To remain at this level of abstraction, however, is to do a disservice to Edwards’ bravura for furnishing the reader with material that constantly surprises and subverts expectations. The book’s title, for example, is a reference to a rather obscure word derived from Greek meaning “to turn about” as well as the name of a Thelonious Monk composition. In the midst of live performances of this song and others, Monk himself would occasionally stand up and dance as his sidemen soloed. There is something, Edwards notes, in the chromatic structure of “Epistrophy” that is reflected in Monk’s physical movements. We notice a device that is “taken into another medium, provides the ground of inspiration” and is then “echoed in another medium”. We experience a single creative inspiration jump the track three times — from the music, to the word, and to the body in motion.
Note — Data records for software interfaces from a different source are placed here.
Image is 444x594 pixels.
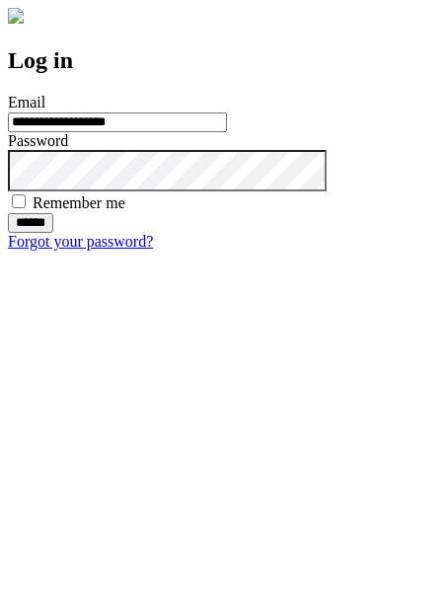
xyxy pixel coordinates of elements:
a: Forgot your password? [8,233,153,249]
h2: Log in [8,47,436,74]
label: Password [8,132,68,149]
img: logo-4e3dc11c47720685a147b03b5a06dd966a58ff35d612b21f08c02c0306f2b779.png [8,8,24,24]
label: Remember me [33,194,125,211]
label: Email [8,94,45,110]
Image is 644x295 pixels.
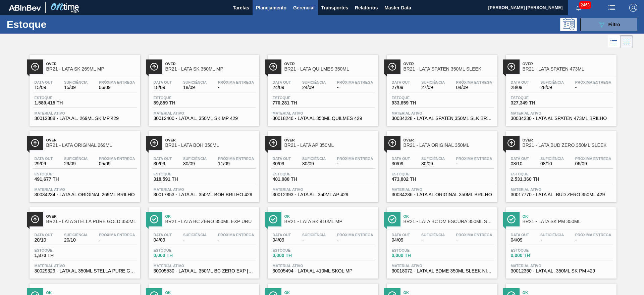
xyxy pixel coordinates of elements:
[166,143,256,148] span: BR21 - LATA BOH 350ML
[403,214,494,218] span: Ok
[154,268,254,273] span: 30005530 - LATA AL. 350ML BC ZERO EXP URUGUAI
[540,80,564,84] span: Suficiência
[293,3,315,12] span: Gerencial
[575,80,611,84] span: Próxima Entrega
[35,161,53,166] span: 29/09
[64,80,87,84] span: Suficiência
[154,238,172,243] span: 04/09
[64,85,87,90] span: 15/09
[183,156,207,160] span: Suficiência
[608,3,616,12] img: userActions
[150,62,158,71] img: Ícone
[154,248,201,252] span: Estoque
[25,126,143,202] a: ÍconeOverBR21 - LATA ORIGINAL 269MLData out29/09Suficiência29/09Próxima Entrega05/09Estoque491,67...
[392,161,410,166] span: 30/09
[511,264,611,268] span: Material ativo
[579,1,591,9] span: 2463
[154,264,254,268] span: Material ativo
[540,85,564,90] span: 28/09
[511,156,529,160] span: Data out
[218,80,254,84] span: Próxima Entrega
[166,138,256,142] span: Over
[64,233,87,237] span: Suficiência
[183,80,207,84] span: Suficiência
[421,85,445,90] span: 27/09
[218,238,254,243] span: -
[501,49,620,126] a: ÍconeOverBR21 - LATA SPATEN 473MLData out28/09Suficiência28/09Próxima Entrega-Estoque327,349 THMa...
[540,161,564,166] span: 08/10
[31,215,39,223] img: Ícone
[35,188,135,192] span: Material ativo
[337,85,373,90] span: -
[284,219,375,224] span: BR21 - LATA SK 410ML MP
[35,177,82,182] span: 491,677 TH
[273,111,373,115] span: Material ativo
[273,161,291,166] span: 30/09
[511,172,558,176] span: Estoque
[273,100,320,105] span: 770,281 TH
[166,66,256,72] span: BR21 - LATA SK 350ML MP
[302,156,326,160] span: Suficiência
[522,62,613,66] span: Over
[143,49,262,126] a: ÍconeOverBR21 - LATA SK 350ML MPData out18/09Suficiência18/09Próxima Entrega-Estoque89,859 THMate...
[511,177,558,182] span: 2.531,360 TH
[302,80,326,84] span: Suficiência
[256,3,287,12] span: Planejamento
[403,219,494,224] span: BR21 - LATA BC DM ESCURA 350ML SLEEK
[154,253,201,258] span: 0,000 TH
[392,268,492,273] span: 30018072 - LATA AL BDME 350ML SLEEK NIV23 429
[35,111,135,115] span: Material ativo
[575,161,611,166] span: 06/09
[337,161,373,166] span: -
[284,138,375,142] span: Over
[46,291,137,295] span: Ok
[273,264,373,268] span: Material ativo
[501,126,620,202] a: ÍconeOverBR21 - LATA BUD ZERO 350ML SLEEKData out08/10Suficiência08/10Próxima Entrega06/09Estoque...
[154,156,172,160] span: Data out
[262,202,382,279] a: ÍconeOkBR21 - LATA SK 410ML MPData out04/09Suficiência-Próxima Entrega-Estoque0,000 THMaterial at...
[154,188,254,192] span: Material ativo
[456,156,492,160] span: Próxima Entrega
[382,126,501,202] a: ÍconeOverBR21 - LATA ORIGINAL 350MLData out30/09Suficiência30/09Próxima Entrega-Estoque473,802 TH...
[392,85,410,90] span: 27/09
[183,238,207,243] span: -
[99,80,135,84] span: Próxima Entrega
[46,138,137,142] span: Over
[302,85,326,90] span: 24/09
[46,62,137,66] span: Over
[99,85,135,90] span: 06/09
[620,35,633,48] div: Visão em Cards
[511,85,529,90] span: 28/09
[511,96,558,100] span: Estoque
[337,233,373,237] span: Próxima Entrega
[7,20,107,28] h1: Estoque
[273,156,291,160] span: Data out
[568,3,589,12] button: Notificações
[9,5,41,11] img: TNhmsLtSVTkK8tSr43FrP2fwEKptu5GPRR3wAAAABJRU5ErkJggg==
[456,80,492,84] span: Próxima Entrega
[392,96,439,100] span: Estoque
[511,188,611,192] span: Material ativo
[511,248,558,252] span: Estoque
[511,192,611,197] span: 30017770 - LATA AL. BUD ZERO 350ML 429
[35,156,53,160] span: Data out
[511,111,611,115] span: Material ativo
[46,143,137,148] span: BR21 - LATA ORIGINAL 269ML
[35,96,82,100] span: Estoque
[337,80,373,84] span: Próxima Entrega
[35,233,53,237] span: Data out
[456,233,492,237] span: Próxima Entrega
[35,192,135,197] span: 30034234 - LATA AL ORIGINAL 269ML BRILHO
[35,85,53,90] span: 15/09
[218,85,254,90] span: -
[456,85,492,90] span: 04/09
[608,22,620,27] span: Filtro
[560,18,577,31] div: Pogramando: nenhum usuário selecionado
[99,238,135,243] span: -
[233,3,249,12] span: Tarefas
[522,143,613,148] span: BR21 - LATA BUD ZERO 350ML SLEEK
[273,238,291,243] span: 04/09
[273,233,291,237] span: Data out
[143,126,262,202] a: ÍconeOverBR21 - LATA BOH 350MLData out30/09Suficiência30/09Próxima Entrega11/09Estoque318,591 THM...
[35,100,82,105] span: 1.589,415 TH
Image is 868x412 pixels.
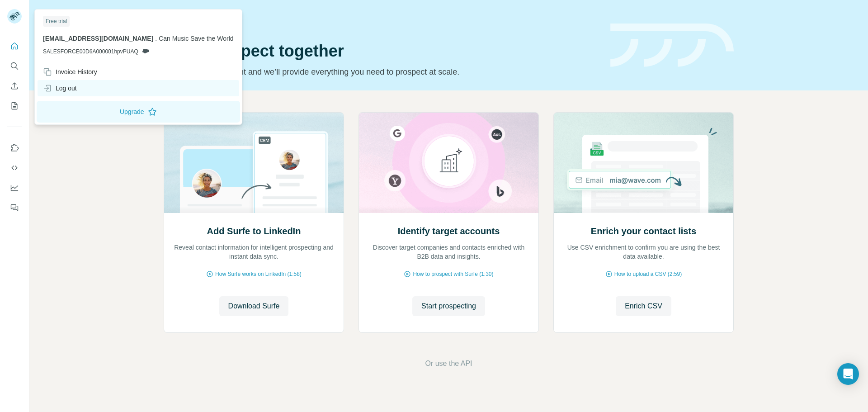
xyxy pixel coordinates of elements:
[215,270,302,278] span: How Surfe works on LinkedIn (1:58)
[625,300,662,312] span: Enrich CSV
[837,363,859,385] div: Open Intercom Messenger
[163,113,344,213] img: Add Surfe to LinkedIn
[7,98,22,114] button: My lists
[421,300,476,312] span: Start prospecting
[7,179,22,196] button: Dashboard
[553,113,734,213] img: Enrich your contact lists
[43,67,97,77] div: Invoice History
[155,35,157,42] span: .
[610,23,734,67] img: banner
[412,296,485,316] button: Start prospecting
[359,113,539,213] img: Identify target accounts
[7,160,22,176] button: Use Surfe API
[43,35,153,42] span: [EMAIL_ADDRESS][DOMAIN_NAME]
[591,225,696,238] h2: Enrich your contact lists
[7,38,22,55] button: Quick start
[163,16,599,26] div: Quick start
[412,270,493,278] span: How to prospect with Surfe (1:30)
[158,35,233,42] span: Can Music Save the World
[43,84,77,93] div: Log out
[368,243,529,261] p: Discover target companies and contacts enriched with B2B data and insights.
[616,296,671,316] button: Enrich CSV
[228,300,280,312] span: Download Surfe
[219,296,289,316] button: Download Surfe
[163,65,599,78] p: Pick your starting point and we’ll provide everything you need to prospect at scale.
[7,78,22,94] button: Enrich CSV
[398,225,500,238] h2: Identify target accounts
[43,16,70,27] div: Free trial
[207,225,301,238] h2: Add Surfe to LinkedIn
[7,200,22,216] button: Feedback
[425,358,472,369] button: Or use the API
[163,42,599,60] h1: Let’s prospect together
[615,270,682,278] span: How to upload a CSV (2:59)
[173,243,335,261] p: Reveal contact information for intelligent prospecting and instant data sync.
[7,139,22,156] button: Use Surfe on LinkedIn
[37,101,240,122] button: Upgrade
[563,243,724,261] p: Use CSV enrichment to confirm you are using the best data available.
[7,58,22,74] button: Search
[43,48,138,56] span: SALESFORCE00D6A000001hpvPUAQ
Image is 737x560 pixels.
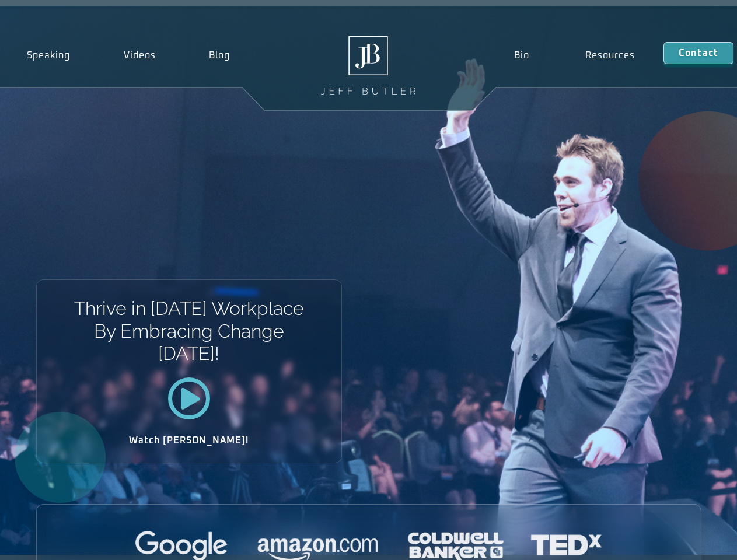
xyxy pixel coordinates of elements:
[182,42,257,69] a: Blog
[97,42,183,69] a: Videos
[663,42,733,64] a: Contact
[73,298,305,365] h1: Thrive in [DATE] Workplace By Embracing Change [DATE]!
[486,42,557,69] a: Bio
[78,436,300,445] h2: Watch [PERSON_NAME]!
[557,42,663,69] a: Resources
[486,42,663,69] nav: Menu
[679,48,719,58] span: Contact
In another virtuoso piece of analysis Edwards investigates how rhythm and “swing”, elusive but historically salient elements of black musical expression, are connected to multiple cultural, performative, and literary forms of expression. Citing James Weldon Johnson’s preface to the Book of American Negro Poetry (1922), Edwards focuses on the image of the “old time Negro preacher” who draws upon his insight into the “inner secret” of black oratory: “The ability of the speaker to set up a series of rhythmic emotional vibrations between himself and his hearers.” This is the swing of the spirituals that also expresses itself in the bodies of the group, “a collective swaying so unified that it seems conducted by an unseen hand”. The impulse travels through time, through music, and then finally through Johnson’s text, which hesitates, wavers, and juggles as if registering the very same motion.
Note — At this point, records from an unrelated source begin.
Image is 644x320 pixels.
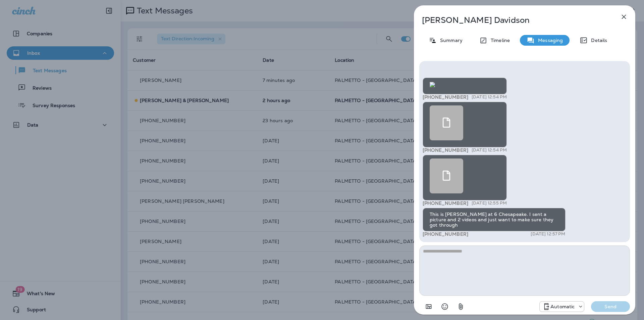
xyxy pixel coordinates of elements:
[422,15,605,25] p: [PERSON_NAME] Davidson
[588,37,607,43] p: Details
[472,95,507,100] p: [DATE] 12:54 PM
[422,300,435,313] button: Add in a premade template
[423,231,468,237] span: [PHONE_NUMBER]
[423,208,566,231] div: This is [PERSON_NAME] at 6 Chesapeake. I sent a picture and 2 videos and just want to make sure t...
[430,82,435,87] img: twilio-download
[423,147,468,153] span: [PHONE_NUMBER]
[535,37,563,43] p: Messaging
[438,300,452,313] button: Select an emoji
[423,94,468,100] span: [PHONE_NUMBER]
[423,200,468,206] span: [PHONE_NUMBER]
[472,201,507,206] p: [DATE] 12:55 PM
[531,231,565,237] p: [DATE] 12:57 PM
[437,37,463,43] p: Summary
[488,37,510,43] p: Timeline
[550,304,575,309] p: Automatic
[472,147,507,153] p: [DATE] 12:54 PM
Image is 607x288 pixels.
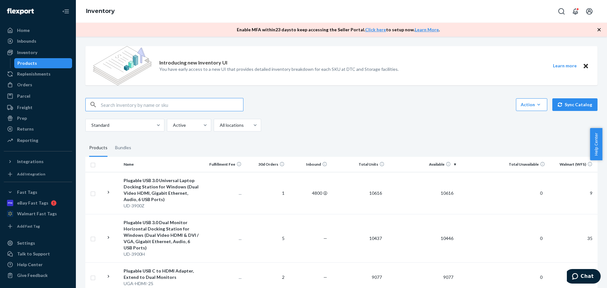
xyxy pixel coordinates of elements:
button: Fast Tags [4,187,72,197]
a: eBay Fast Tags [4,198,72,208]
a: Products [14,58,72,68]
div: UD-3900H [124,251,199,257]
div: Integrations [17,158,44,165]
button: Open account menu [583,5,595,18]
p: ... [204,190,241,196]
button: Learn more [549,62,580,70]
span: 0 [537,235,545,241]
span: 10616 [367,190,384,196]
a: Add Integration [4,169,72,179]
th: Total Unavailable [458,157,547,172]
p: ... [204,235,241,241]
button: Integrations [4,156,72,167]
div: UD-3900Z [124,203,199,209]
iframe: Opens a widget where you can chat to one of our agents [567,269,600,285]
p: You have early access to a new UI that provides detailed inventory breakdown for each SKU at DTC ... [159,66,399,72]
div: Walmart Fast Tags [17,210,57,217]
div: eBay Fast Tags [17,200,48,206]
button: Action [516,98,547,111]
th: Name [121,157,201,172]
div: Action [520,101,542,108]
div: Replenishments [17,71,51,77]
a: Freight [4,102,72,113]
span: — [323,235,327,241]
a: Replenishments [4,69,72,79]
span: 9077 [369,274,384,280]
a: Parcel [4,91,72,101]
a: Home [4,25,72,35]
button: Help Center [590,128,602,160]
div: Returns [17,126,34,132]
th: Walmart (WFS) [547,157,597,172]
a: Prep [4,113,72,123]
button: Give Feedback [4,270,72,280]
input: All locations [219,122,220,128]
button: Close [581,62,590,70]
div: Inventory [17,49,37,56]
span: 10437 [367,235,384,241]
div: Products [17,60,37,66]
p: Enable MFA within 23 days to keep accessing the Seller Portal. to setup now. . [237,27,440,33]
div: Products [89,139,107,157]
div: Add Integration [17,171,45,177]
div: Settings [17,240,35,246]
td: 4800 [287,172,330,214]
div: Plugable USB 3.0 Universal Laptop Docking Station for Windows (Dual Video HDMI, Gigabit Ethernet,... [124,177,199,203]
td: 1 [244,172,287,214]
a: Inventory [86,8,115,15]
p: Introducing new Inventory UI [159,59,227,66]
div: UGA-HDMI-2S [124,280,199,287]
div: Prep [17,115,27,121]
a: Inbounds [4,36,72,46]
div: Parcel [17,93,30,99]
input: Active [172,122,173,128]
p: ... [204,274,241,280]
div: Help Center [17,261,43,268]
span: 10446 [438,235,456,241]
div: Reporting [17,137,38,143]
a: Learn More [415,27,439,32]
div: Give Feedback [17,272,48,278]
td: 5 [244,214,287,262]
span: 9077 [441,274,456,280]
div: Home [17,27,30,33]
td: 9 [547,172,597,214]
div: Freight [17,104,33,111]
a: Walmart Fast Tags [4,209,72,219]
a: Inventory [4,47,72,58]
th: 30d Orders [244,157,287,172]
th: Available [387,157,458,172]
button: Open Search Box [555,5,568,18]
th: Inbound [287,157,330,172]
div: Plugable USB C to HDMI Adapter, Extend to Dual Monitors [124,268,199,280]
div: Fast Tags [17,189,37,195]
a: Returns [4,124,72,134]
div: Orders [17,82,32,88]
button: Close Navigation [59,5,72,18]
img: Flexport logo [7,8,34,15]
button: Sync Catalog [552,98,597,111]
div: Talk to Support [17,251,50,257]
img: new-reports-banner-icon.82668bd98b6a51aee86340f2a7b77ae3.png [93,46,152,85]
div: Inbounds [17,38,36,44]
td: 35 [547,214,597,262]
a: Settings [4,238,72,248]
div: Plugable USB 3.0 Dual Monitor Horizontal Docking Station for Windows (Dual Video HDMI & DVI / VGA... [124,219,199,251]
span: 0 [537,274,545,280]
span: — [323,274,327,280]
a: Help Center [4,259,72,270]
span: 10616 [438,190,456,196]
button: Talk to Support [4,249,72,259]
span: 0 [537,190,545,196]
div: Bundles [115,139,131,157]
a: Add Fast Tag [4,221,72,231]
a: Click here [365,27,386,32]
th: Total Units [330,157,387,172]
input: Search inventory by name or sku [101,98,243,111]
div: Add Fast Tag [17,223,40,229]
th: Fulfillment Fee [201,157,244,172]
a: Orders [4,80,72,90]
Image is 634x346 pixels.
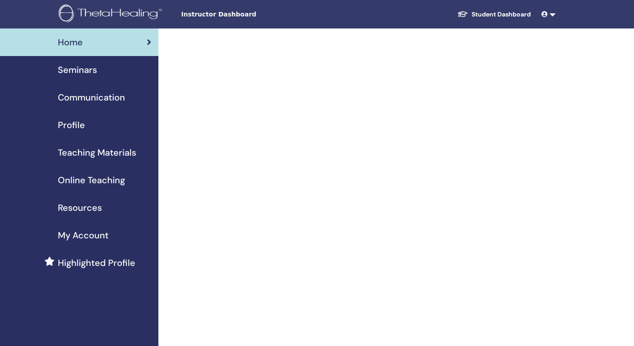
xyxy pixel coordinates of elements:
span: Instructor Dashboard [181,10,314,19]
span: Highlighted Profile [58,256,135,270]
span: Seminars [58,63,97,77]
span: Online Teaching [58,173,125,187]
span: Profile [58,118,85,132]
span: Teaching Materials [58,146,136,159]
span: Communication [58,91,125,104]
img: graduation-cap-white.svg [457,10,468,18]
span: Resources [58,201,102,214]
span: Home [58,36,83,49]
span: My Account [58,229,109,242]
a: Student Dashboard [450,6,538,23]
img: logo.png [59,4,165,24]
Returning to Tyner’s comments on the staging of his own music, in the spirit of Edwards’ approach, we might begin to perceive subtle connections at the hem of contact between the social context, the individual, and the individual’s expression. Tyner’s creative process seems to begin with a type of pseudomorphosis in which his personal experiences, emotions, joys, agonies, and inspirations — himself entirely, embodied — are channeled and transposed into sound. His most famous performances and compositions — consider, for example, A Love Supreme (1965) with John Coltrane, as sideman, or Enlightenment (1973), as leader — are long-form musical suites that each run around 30 minutes. Both encompass bracing block chords in the modal tradition, torrid soloing, moments of quiet contemplation, and they periodically swing. They are both classics of spiritual jazz and hint at a programmatic function that characterizes the individual’s progress towards peace of mind and salvation. The cultural and biographical fabric of McCoy Tyner — the individual, the socially conscious artist and spiritual seeker — and the musical fabric of Enlightenment are one and the same. We must assume the transposition allows Tyner to convey something otherwise unsaid or impossible to articulate by any other means. He has put his life into his music — he is his music — and he challenges the listener to experience that in its fullest implications.
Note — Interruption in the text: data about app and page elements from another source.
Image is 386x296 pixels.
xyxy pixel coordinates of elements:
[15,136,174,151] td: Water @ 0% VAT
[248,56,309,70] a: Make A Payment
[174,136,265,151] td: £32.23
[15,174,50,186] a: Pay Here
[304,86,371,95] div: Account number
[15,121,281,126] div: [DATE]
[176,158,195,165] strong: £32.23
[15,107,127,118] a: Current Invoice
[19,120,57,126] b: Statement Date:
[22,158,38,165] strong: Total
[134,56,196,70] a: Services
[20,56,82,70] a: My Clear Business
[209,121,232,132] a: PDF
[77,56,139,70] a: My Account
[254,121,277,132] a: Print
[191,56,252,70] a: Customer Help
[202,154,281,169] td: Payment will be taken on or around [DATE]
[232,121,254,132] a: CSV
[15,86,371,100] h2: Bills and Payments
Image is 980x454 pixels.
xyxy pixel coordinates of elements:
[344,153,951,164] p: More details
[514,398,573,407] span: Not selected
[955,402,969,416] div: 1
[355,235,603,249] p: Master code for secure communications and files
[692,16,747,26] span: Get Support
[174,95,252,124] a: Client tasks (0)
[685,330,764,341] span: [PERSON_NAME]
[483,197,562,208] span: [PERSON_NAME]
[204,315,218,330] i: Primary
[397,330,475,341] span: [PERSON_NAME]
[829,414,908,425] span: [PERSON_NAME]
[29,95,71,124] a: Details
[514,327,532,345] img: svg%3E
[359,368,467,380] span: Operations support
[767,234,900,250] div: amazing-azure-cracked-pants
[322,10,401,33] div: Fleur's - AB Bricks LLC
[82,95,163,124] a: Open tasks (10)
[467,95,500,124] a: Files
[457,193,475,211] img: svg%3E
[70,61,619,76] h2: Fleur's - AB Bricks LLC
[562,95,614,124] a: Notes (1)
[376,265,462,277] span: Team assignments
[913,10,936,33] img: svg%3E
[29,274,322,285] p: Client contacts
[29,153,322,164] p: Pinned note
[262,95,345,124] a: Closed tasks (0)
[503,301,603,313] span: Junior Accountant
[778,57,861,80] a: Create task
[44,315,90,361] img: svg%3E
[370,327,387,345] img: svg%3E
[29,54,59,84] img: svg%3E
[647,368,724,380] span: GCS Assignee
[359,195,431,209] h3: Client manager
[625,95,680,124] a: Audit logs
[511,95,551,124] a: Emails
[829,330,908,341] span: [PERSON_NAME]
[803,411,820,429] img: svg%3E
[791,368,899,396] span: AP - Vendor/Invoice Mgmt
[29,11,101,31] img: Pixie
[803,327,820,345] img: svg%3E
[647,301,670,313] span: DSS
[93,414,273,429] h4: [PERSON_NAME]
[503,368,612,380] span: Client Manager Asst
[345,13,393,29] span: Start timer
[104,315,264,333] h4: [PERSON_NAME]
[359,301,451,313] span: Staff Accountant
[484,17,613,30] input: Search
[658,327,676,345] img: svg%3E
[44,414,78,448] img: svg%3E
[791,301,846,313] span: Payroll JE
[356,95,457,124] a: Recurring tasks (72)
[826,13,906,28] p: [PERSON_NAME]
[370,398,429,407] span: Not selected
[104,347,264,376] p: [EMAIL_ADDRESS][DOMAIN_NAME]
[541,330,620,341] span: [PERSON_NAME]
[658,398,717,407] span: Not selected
Edwards occasionally slips into the kind of jargon that weighs down so much academic writing in the humanities. Polyvalent concepts like antidiscursivism and fugitivity are breathlessly introduced and unceremoniously hurried along without grounding in a firm meaning to anchor the reader. But truly recondite debates that will interest only academic practitioners of literary and critical theory are typically tucked away in the endnotes, and he’s generally adept at shifting from abstract concepts to the fine details of textual analysis. It’s not the sunless and arid prose of most published efforts at cultural studies and its apparent orientation towards the intellectually curious general reader may be strategic. His point is that the pseudomorphic idea is an essential quality in jazz aesthetics. To read, write, and to listen with this habit of mind is to become adept at hearing across media and to subsequently become prepared for identifying potential new meanings and insights. But the argument has a force and a momentum that suggests it may just be true of creative expression in general.